The inquisition process was obviously vulnerable to fraud and manipulation and several cases are known where escheators seem to have returned inaccurate IPMs at the suit of one party in a dispute. They were also suspected, sometimes no doubt with justice, of defrauding the crown by returning inaccurate valuations or claiming that no lands were held in chief when some in fact were. [14. M. L. Holford, ‘The valuations', in Companion, 122. The role of false or favourable inquisitions in land disputes has been explored in several articles by S. J. Payling, e.g. ‘Legal right and dispute resolution in late medieval England: the sale of the lordship of Dunster', EHR cxxvi (2011), 17-43 (at 26-7, 29-30, esp. 30 n. 54).] The prevalence of such malpractice is not easy to assess. The escheator's two appearances annually at the Exchequer, to make his ‘proffers', provided some opportunity for the crown to monitor his activities, and further checks were provided by the auditing of the escheator's account, a process that will be described in more detail in a future feature.
Although we have spoken of the escheator's activities, in practice he was typically assisted by one or more clerks, deputies and bailiffs whose role and even identity is often elusive (but who will be the subject of future posts). John Ermynglond, who rendered account at the exchequer as John Straunge's attorney in 1404-5 and 1405-6, may well have held such an office. [15. E 368/177, m. 7d; E 368/178 m. 8. James Andrew, Straunge's attorney at his exchequer proffers, represented several other parties at the exchequer and is unlikely to have had a particular connection with the escheator's secretariat. (See http://www.historyofparliamentonline.org/volume/1386-1421/member/andrew-james-1434).] The escheator's oath stipulated that he was to take extents ‘in his proper person', but it is not easy to say if this was regularly the case, or to guess at how many IPMs were actually carried out by escheators to whom they are attributed. (As we shall see in a future post, the statement that an inquisition was taken by a named escheator does not mean that his under-escheator was not involved.)
The medieval escheator is badly in need of a modern historian. We need to know more about the men who held the office, their connections in local society, and the influences that were brought to bear on the inquisitions they took. We need also to know more about the changing nature of their responsibilities in the late medieval period, the effectiveness with which they enforced the crown's rights, and their relationships with similar officials - notably the commissioners appointed from time to time to enquire into evasions of royal rights and, by Henry VII's reign, the officials responsible for the royal prerogative. We must hope that the greater prominence given to the escheators in the calendars for 1422-47, and soon from 1399-1422, will lead to more detailed assessments of their importance in local society in this and other periods.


Work task:
Of the material below, only the lines from the line containing "You are a GUI" down to the line containing "Image resolution: width=1065" belong in the answer, written out exactly.

Given entries:
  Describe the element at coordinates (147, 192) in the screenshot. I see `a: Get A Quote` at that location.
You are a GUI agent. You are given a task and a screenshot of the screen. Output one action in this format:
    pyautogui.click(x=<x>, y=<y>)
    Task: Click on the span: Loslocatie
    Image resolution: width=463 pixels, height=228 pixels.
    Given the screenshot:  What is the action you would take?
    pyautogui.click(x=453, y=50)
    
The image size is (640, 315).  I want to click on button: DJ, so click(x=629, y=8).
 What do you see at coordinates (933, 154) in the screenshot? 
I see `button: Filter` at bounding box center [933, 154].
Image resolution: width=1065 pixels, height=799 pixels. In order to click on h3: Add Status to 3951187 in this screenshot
...
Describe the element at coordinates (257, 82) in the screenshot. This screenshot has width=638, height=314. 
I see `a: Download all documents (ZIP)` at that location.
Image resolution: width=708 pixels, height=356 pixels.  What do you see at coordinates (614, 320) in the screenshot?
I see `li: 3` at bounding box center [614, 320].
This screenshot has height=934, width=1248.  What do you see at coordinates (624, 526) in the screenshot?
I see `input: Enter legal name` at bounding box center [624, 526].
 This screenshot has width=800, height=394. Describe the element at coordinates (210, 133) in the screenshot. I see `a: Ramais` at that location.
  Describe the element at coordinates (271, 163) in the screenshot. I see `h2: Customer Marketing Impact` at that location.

Answer section:
You are a GUI agent. You are given a task and a screenshot of the screen. Output one action in this format:
    pyautogui.click(x=<x>, y=<y>)
    Task: Click on the span: Loslocatie
    Image resolution: width=463 pixels, height=228 pixels.
    Given the screenshot:  What is the action you would take?
    pyautogui.click(x=453, y=50)
    
The image size is (640, 315).  I want to click on button: DJ, so click(x=629, y=8).
 What do you see at coordinates (933, 154) in the screenshot? 
I see `button: Filter` at bounding box center [933, 154].
Image resolution: width=1065 pixels, height=799 pixels. In order to click on h3: Add Status to 3951187 in this screenshot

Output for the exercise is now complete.